From Alexander Cockburn:
The prospect of life under an administration populated with avaricious plutocrats, xenophobes, and religious fanatics may chill the blood of countless Americans, but Texans have been living in such conditions for decades. Pertinent examples abound, not least the unremitting legislative assaults on Texan women, the latest being a proposed rule requiring that fetal tissue from abortions or miscarriages be expensively interred or cremated. Add to that cash-starved public schools, cuts in services for disabled children, record-breaking numbers of uninsured, lack of compensation for injured workers, the wholesale gutting of environmental regulations, soaring inequality, hostility to immigrants, and multiple restrictions on voting rights. Texas may therefore serve as an example of what could be in store for the rest of us…
Once upon a time, of course, Texas was a one-party Democratic state. It produced and consistently reelected such political giants as Lyndon Johnson and Sam Rayburn, not to mention Wright Patman, the twenty-four-term populist congressman who once enquired of Federal Reserve chairman Arthur Burns at a hearing: “Can you give me any reason why you should not be in the penitentiary?” But those days are long gone, along with the rural and working-class white Democrats who could be relied on to pull the lever for the ruling party. The last governor the Democrats managed to elect, in 1990, was Ann Richards, given to such feisty pronouncements as her reference to the elder George Bush being born “with a silver foot in his mouth.” Richards eked out a slim victory among a coalition that included white suburban voters — but lost her reelection bid to the younger George Bush in 1994, ushering in an age of darkness for Texas Democrats…
Ever since the era of Ann Richards, Democrats had been focusing their efforts (without success) on winning back white swing voters outside the big cities. But Zermeno realized that there was no reason “to beat our heads against the wall for that group of people anymore, not when we’ve got a million-voter gap and as many as four million non-voting people of color in the big cities, who are likely Democrats.”..

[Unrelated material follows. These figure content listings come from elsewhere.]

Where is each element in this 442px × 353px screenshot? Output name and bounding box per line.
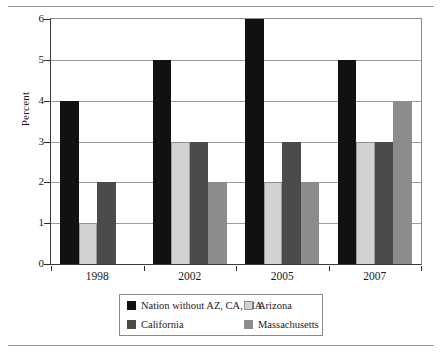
- y-axis-tick-label: 1: [14, 217, 44, 228]
- bar: [208, 182, 227, 264]
- plot-area: [50, 18, 422, 265]
- x-axis-tick-label: 2002: [160, 270, 220, 282]
- y-axis-title: Percent: [19, 74, 31, 144]
- x-axis-tick: [144, 266, 145, 271]
- legend-item-nation: Nation without AZ, CA, MA: [127, 300, 262, 311]
- legend-item-massachusetts: Massachusetts: [244, 319, 319, 330]
- bar: [282, 142, 301, 265]
- x-axis-tick: [51, 266, 52, 271]
- bar: [375, 142, 394, 265]
- legend-label-california: California: [141, 319, 184, 330]
- legend-swatch-nation-icon: [127, 301, 136, 310]
- y-axis-tick-label: 2: [14, 176, 44, 187]
- bar: [301, 182, 320, 264]
- legend-label-massachusetts: Massachusetts: [258, 319, 319, 330]
- bar: [245, 19, 264, 264]
- bar: [79, 223, 98, 264]
- legend-label-arizona: Arizona: [258, 300, 292, 311]
- bar: [60, 101, 79, 264]
- legend-item-california: California: [127, 319, 184, 330]
- legend-swatch-california-icon: [127, 320, 136, 329]
- y-axis-tick-label: 0: [14, 258, 44, 269]
- y-axis-tick-label: 3: [14, 136, 44, 147]
- x-axis-tick-label: 2007: [345, 270, 405, 282]
- y-axis-tick-label: 6: [14, 13, 44, 24]
- x-axis-tick: [329, 266, 330, 271]
- x-axis-tick: [421, 266, 422, 271]
- legend-item-arizona: Arizona: [244, 300, 292, 311]
- legend-swatch-massachusetts-icon: [244, 320, 253, 329]
- bar: [356, 142, 375, 265]
- bar: [338, 60, 357, 264]
- x-axis-tick-label: 1998: [67, 270, 127, 282]
- gridline: [51, 101, 421, 102]
- bar-chart-figure: Percent 0123456 1998200220052007 Nation …: [0, 0, 442, 353]
- y-axis-tick-label: 5: [14, 54, 44, 65]
- y-axis-tick-label: 4: [14, 95, 44, 106]
- gridline: [51, 60, 421, 61]
- bar: [97, 182, 116, 264]
- legend-swatch-arizona-icon: [244, 301, 253, 310]
- bar: [153, 60, 172, 264]
- x-axis-tick-label: 2005: [252, 270, 312, 282]
- bar: [171, 142, 190, 265]
- x-axis-tick: [236, 266, 237, 271]
- top-rule: [8, 6, 434, 7]
- bar: [264, 182, 283, 264]
- bottom-rule: [8, 345, 434, 346]
- chart-legend: Nation without AZ, CA, MA Arizona Califo…: [119, 294, 323, 336]
- bar: [393, 101, 412, 264]
- bar: [190, 142, 209, 265]
- plot-inner: [51, 19, 421, 264]
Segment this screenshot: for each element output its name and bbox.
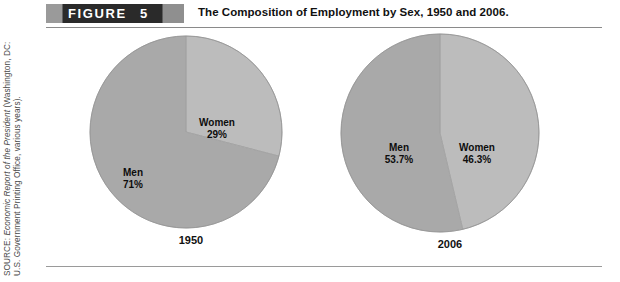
pie-chart-1950: Women 29% Men 71% 1950 — [86, 34, 296, 262]
pie-1950-women-percent: 29% — [186, 129, 248, 141]
source-note-line-1: SOURCE: Economic Report of the President… — [3, 42, 12, 276]
figure-number-badge: FIGURE 5 — [46, 4, 184, 23]
source-publication-title: Economic Report of the President — [3, 110, 12, 236]
pie-2006-label-women: Women 46.3% — [444, 142, 510, 165]
pie-2006-women-percent: 46.3% — [444, 154, 510, 166]
pie-2006-women-name: Women — [459, 142, 495, 153]
pie-1950-label-women: Women 29% — [186, 117, 248, 140]
pie-chart-2006: Men 53.7% Women 46.3% 2006 — [340, 32, 560, 262]
pie-1950-men-percent: 71% — [108, 179, 158, 191]
pie-1950-women-name: Women — [199, 117, 235, 128]
figure-header: FIGURE 5 The Composition of Employment b… — [46, 3, 602, 25]
pie-2006-caption: 2006 — [340, 238, 560, 250]
figure-container: SOURCE: Economic Report of the President… — [0, 0, 620, 282]
header-divider — [46, 27, 602, 28]
figure-badge-label: FIGURE — [68, 6, 127, 21]
source-label: SOURCE: — [3, 236, 12, 276]
source-publisher-location: (Washington, DC: — [3, 42, 12, 110]
pie-2006-men-percent: 53.7% — [372, 154, 426, 166]
pie-2006-label-men: Men 53.7% — [372, 142, 426, 165]
pie-1950-label-men: Men 71% — [108, 167, 158, 190]
figure-badge-number: 5 — [140, 6, 147, 21]
source-note: SOURCE: Economic Report of the President… — [0, 0, 30, 282]
pie-2006-men-name: Men — [389, 142, 409, 153]
pie-1950-caption: 1950 — [86, 234, 296, 246]
source-note-line-2: U.S. Government Printing Office, various… — [13, 96, 22, 276]
pie-2006-svg — [340, 32, 550, 234]
figure-title: The Composition of Employment by Sex, 19… — [198, 6, 509, 18]
pie-1950-men-name: Men — [123, 167, 143, 178]
footer-divider — [46, 266, 602, 267]
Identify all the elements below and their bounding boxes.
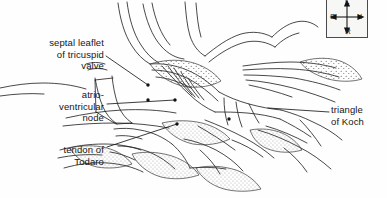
dot-septal-leaflet: [146, 83, 149, 86]
compass-label-bottom: R: [345, 28, 351, 36]
label-atrioventricular-node: atrio- ventricular node: [8, 89, 104, 124]
compass-label-top: L: [345, 0, 349, 6]
figure-page: septal leaflet of tricuspid valve atrio-…: [0, 0, 387, 198]
label-tendon-of-todaro: tendon of Todaro: [8, 144, 104, 167]
compass-label-left: S: [330, 13, 335, 21]
leader-triangle-koch: [268, 108, 329, 112]
label-triangle-of-koch: triangle of Koch: [331, 104, 387, 127]
dot-triangle-koch: [227, 117, 230, 120]
compass-label-right: I: [360, 13, 362, 21]
dot-tendon-todaro: [175, 122, 178, 125]
orientation-compass: L S I R: [326, 0, 368, 38]
dot-av-node: [173, 98, 176, 101]
label-septal-leaflet-of-tricuspid-valve: septal leaflet of tricuspid valve: [0, 37, 104, 72]
dot-av-node-secondary: [146, 98, 149, 101]
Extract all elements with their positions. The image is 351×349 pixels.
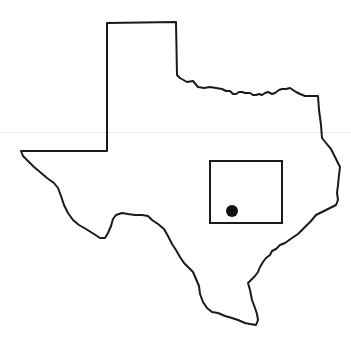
- texas-outline: [21, 22, 340, 325]
- location-marker: [226, 205, 238, 217]
- texas-map: [0, 0, 351, 349]
- inset-box: [210, 161, 282, 223]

Potential voters were talked to “pretty much nonstop for about eight to ten weeks leading to the election,” according to Goldman. “They got their doors knocked three to five times. They got called five to seven times. They signed a postcard saying, ‘I pledge to vote.’ They circled which day they were going to vote on a little calendar on the postcard, and we mailed those postcards back to them. We offered them free rides to the polls. We answered all of their questions, gave them all the information they needed, until they cast a ballot. And what we saw was that the Latino vote grew by five percentage points in Harris County in 2012.”..
Harris County is by no means the only arena in which TOP and its allies scored convincingly in 2016. East Dallas County, a band of suburbs to the east and south of Dallas, comprises House District 107 in the state legislature. Despite a Latino and African-American majority, Republicans have been carrying the district for years, albeit with narrow margins. This time, however, thanks to an intense registration and organizing drive by TOP and other groups, including labor unions, Victoria Neave, the Democratic candidate, ousted her Republican opponent by 836 votes.